Well, gobear, while I can quite easily see why you might feel that “them Christians are going by what they read in the Bible” and not adhering to an observation of objective reality, in point of fact my own experience was that, while I was “living in my head” (thanks, Tris, for that handy phrase you supplied at dinner for what I had a hard time explaining to gobear about my earlier, sterile life), that was how I operated, and I was in fact a judgmental, dogmatic sort of individual.
Then I had an experience that can be quickly if vaguely described as “God talking to me” – but for which I prefer the concept that Larry Niven originated in having his viewpoint character explain how it felt to have one of the Grogs implant information in him telepathically. Somewhat paraphrased, “He knew with a crystal clarity things that he was aware that he had not known before, yet had no sense of having learned it.”
That was how it felt to experience God’s presence within me. I knew him as a loving and powerful entity other than myself, and the knowledge of that Presence was present but the memory of having learned it was not. And the result was a burning hunger to know Him, to know more of Him, and to do His will.
I made a hairy nuisance of myself for some time thereafter, and then had the second great experience of falling in love with the young man who became my ward and in spirit my son, the pictures of whom and of whose family you’ve seen.
And this was yet another of God’s gifts to me, because in his presence to me and mine to him, we healed each other’s broken spirits and he opened me up to the experience of being an integral human whose emotions are not “something that no good man can express” but which need to be suppressed (as my parents had taught me) but someone who can use reason and emotion, empathy and compassion, anger and love for the common good.
And it was an interesting experience to be acting as a father figure to him and finding myself telling him, not what I wanted to see him do, but rather what would be best for him in the long run (and we’re not talking religious morals here, but rather the living out of his life, the sorts of life decisions young men have to make as they pass from late adolescence into adulthood). I felt very strongly that I was mentally blocked from telling him anything but the right advice, even when what I wanted personally was something quite different.
Now, what you have here is my word on what happened. I’m quite aware that it’s possible that my experiences were self-delusion (in several hours of personal conversation, I can explain the logic that leads me to believe otherwise) or the actions of some entity other than the Christian God, whether objectively real or something I invented and externalized. But that’s my testimony in a nutshell as to why I counted myself in a relationship with God, and still do, with as much metaphor scraped off and explanation substituted as I can achieve in the time to compose one long post.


**WHAT NEEDS TO BE DONE**:
Output the data below only from the line containing "Point out clothing by drawing a box." up to and including the line containing "Locate flower. Use", exact and with the pictures left out.

**DATA FOR THIS EXERCISE**:
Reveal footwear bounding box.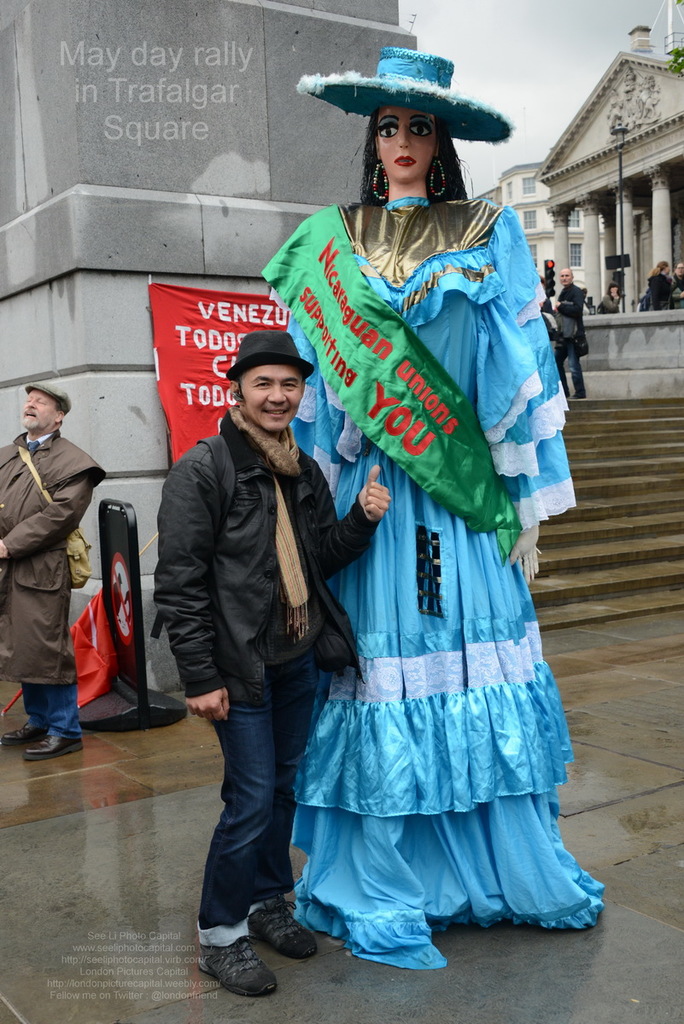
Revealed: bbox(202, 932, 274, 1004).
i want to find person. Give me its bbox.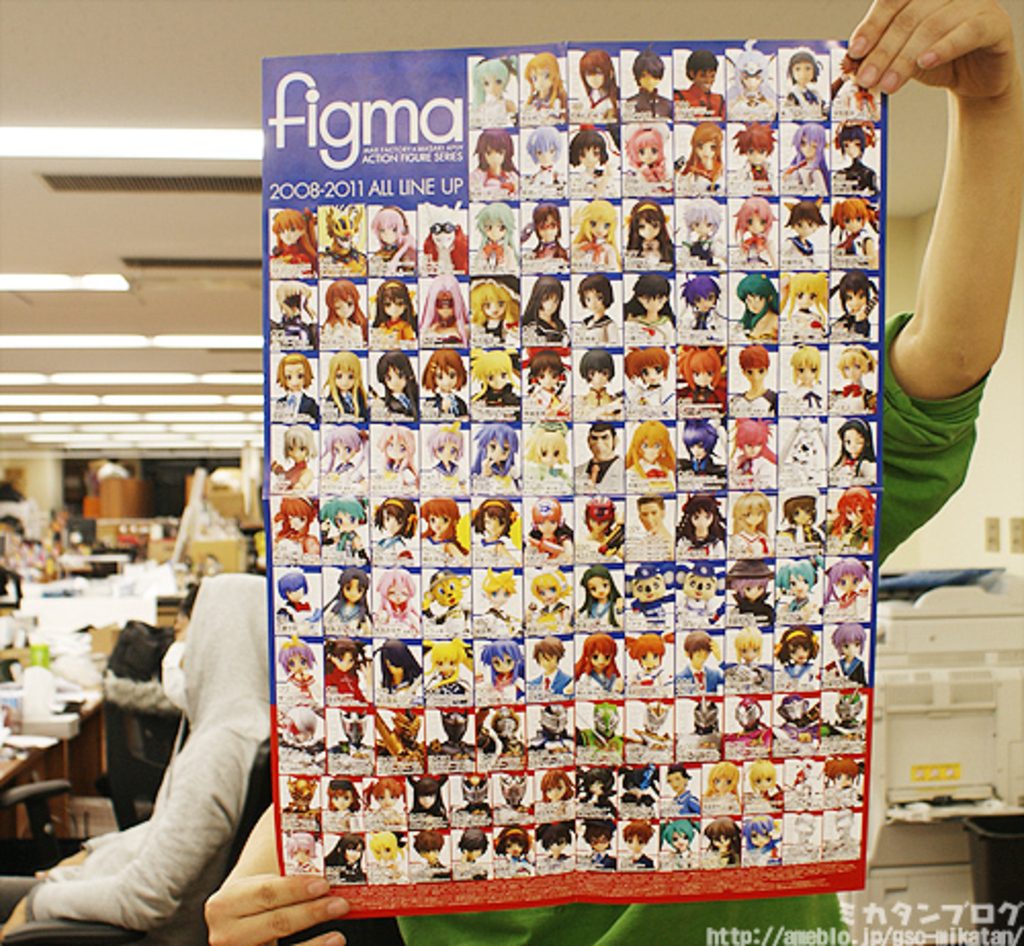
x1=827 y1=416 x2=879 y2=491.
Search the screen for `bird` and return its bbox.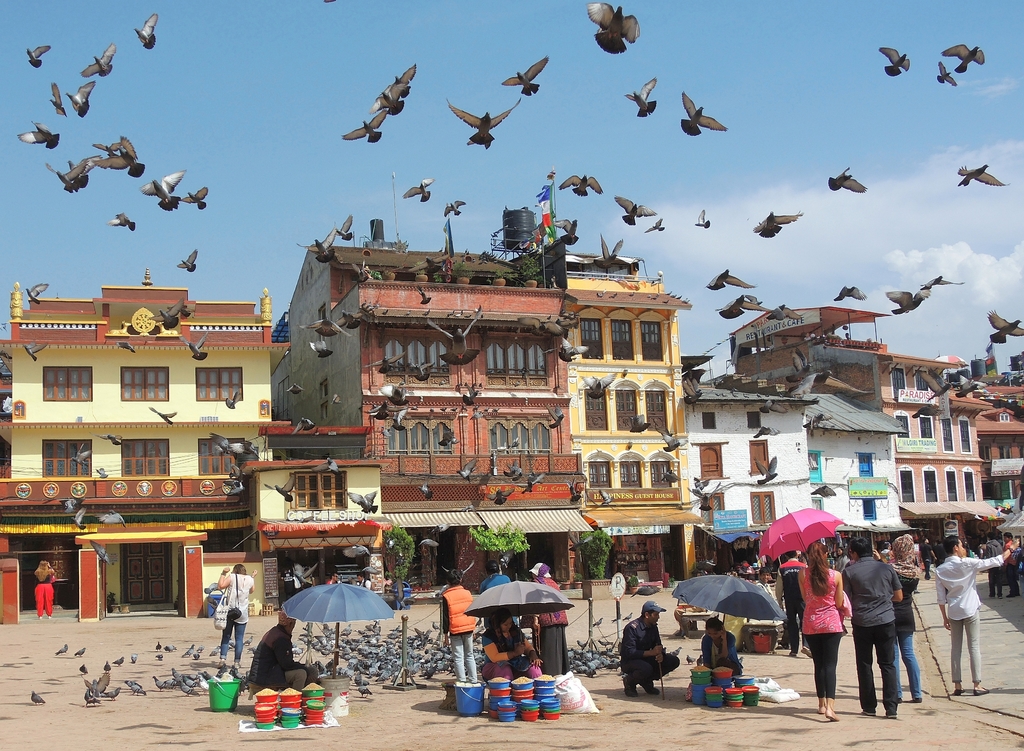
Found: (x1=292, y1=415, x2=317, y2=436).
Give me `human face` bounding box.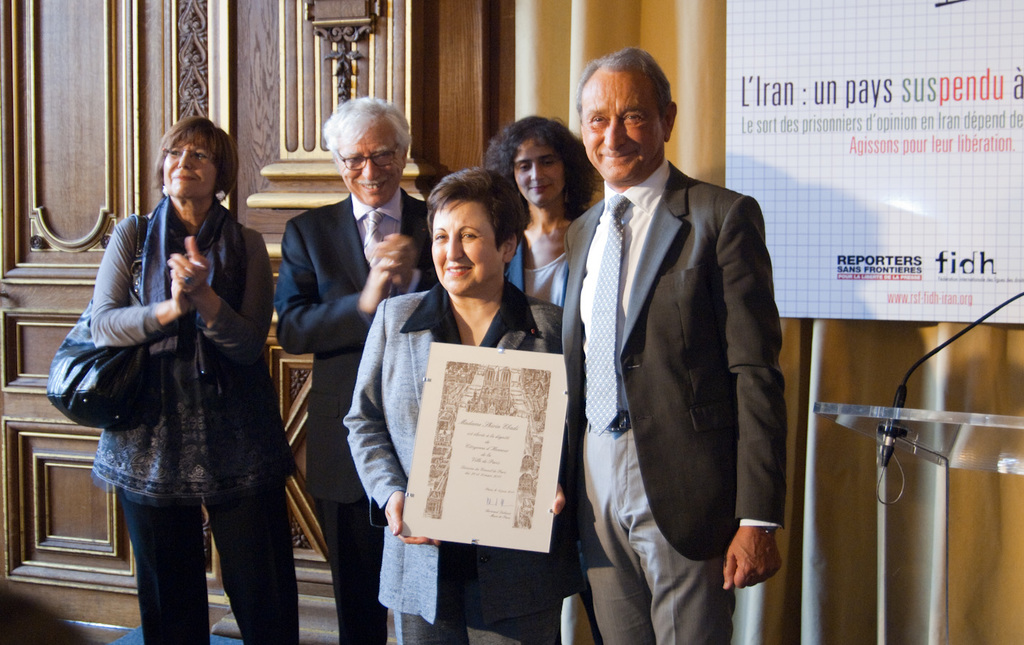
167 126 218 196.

...

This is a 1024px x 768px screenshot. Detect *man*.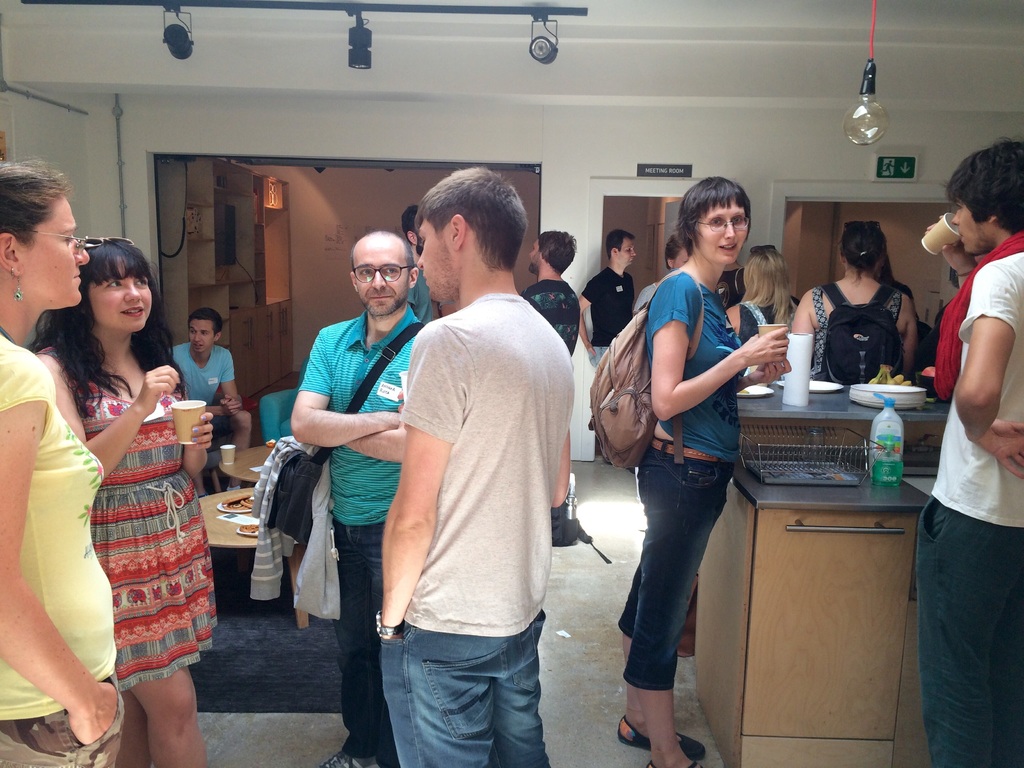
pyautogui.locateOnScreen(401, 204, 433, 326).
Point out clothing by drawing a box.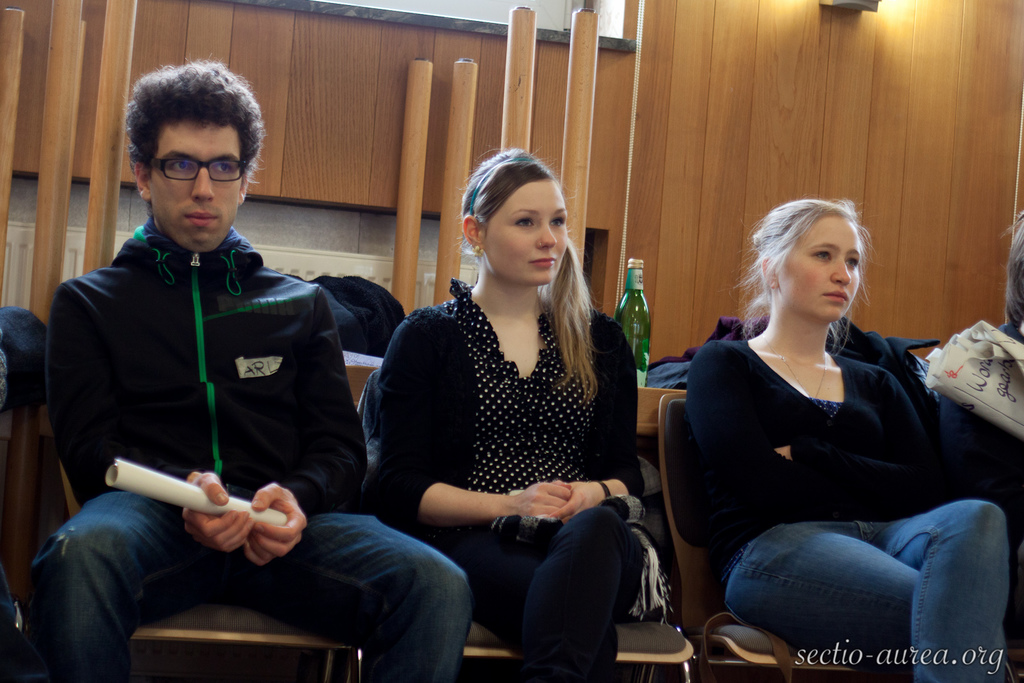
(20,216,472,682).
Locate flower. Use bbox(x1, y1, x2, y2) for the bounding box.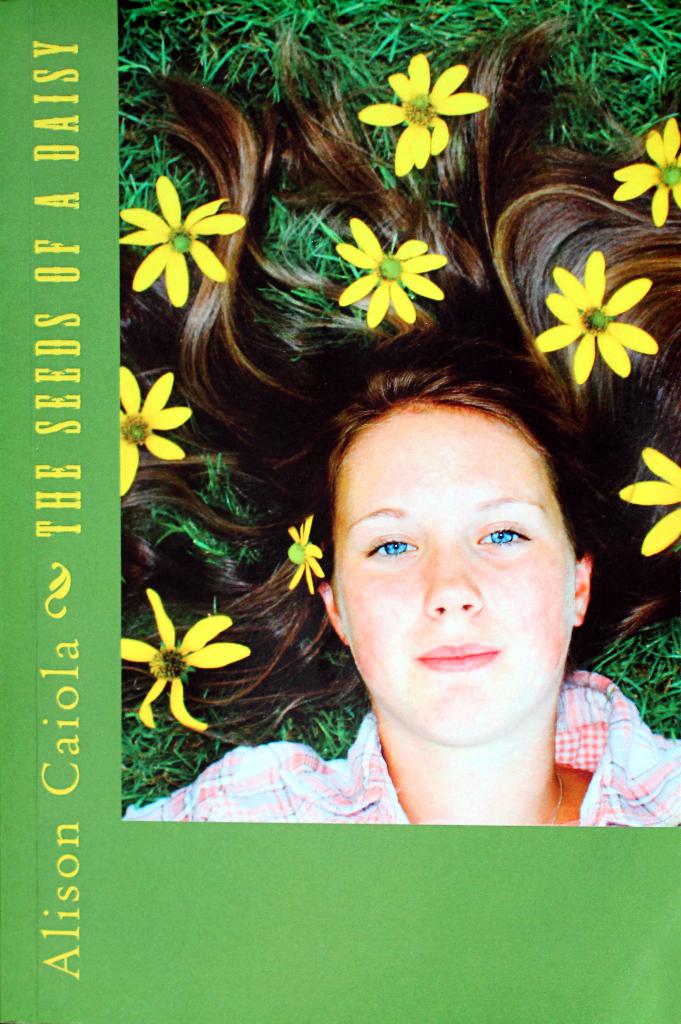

--

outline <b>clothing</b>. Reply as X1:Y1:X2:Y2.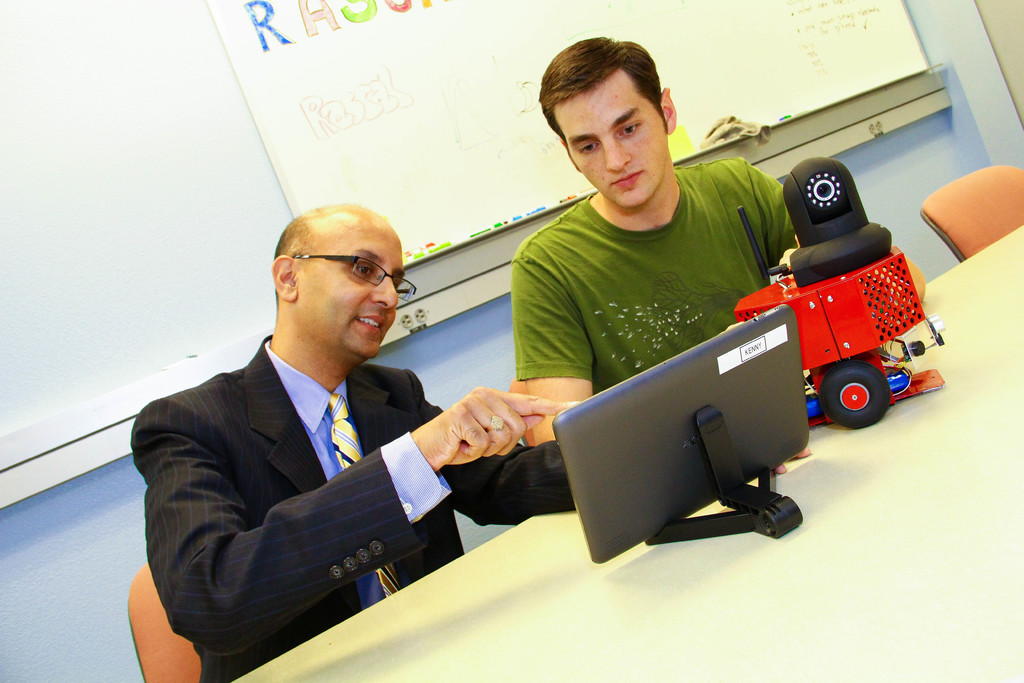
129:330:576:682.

**ANSWER BELOW**:
Point out clothing by drawing a box.
(20,216,472,682).
Locate flower. Use bbox(x1, y1, x2, y2) for the bounding box.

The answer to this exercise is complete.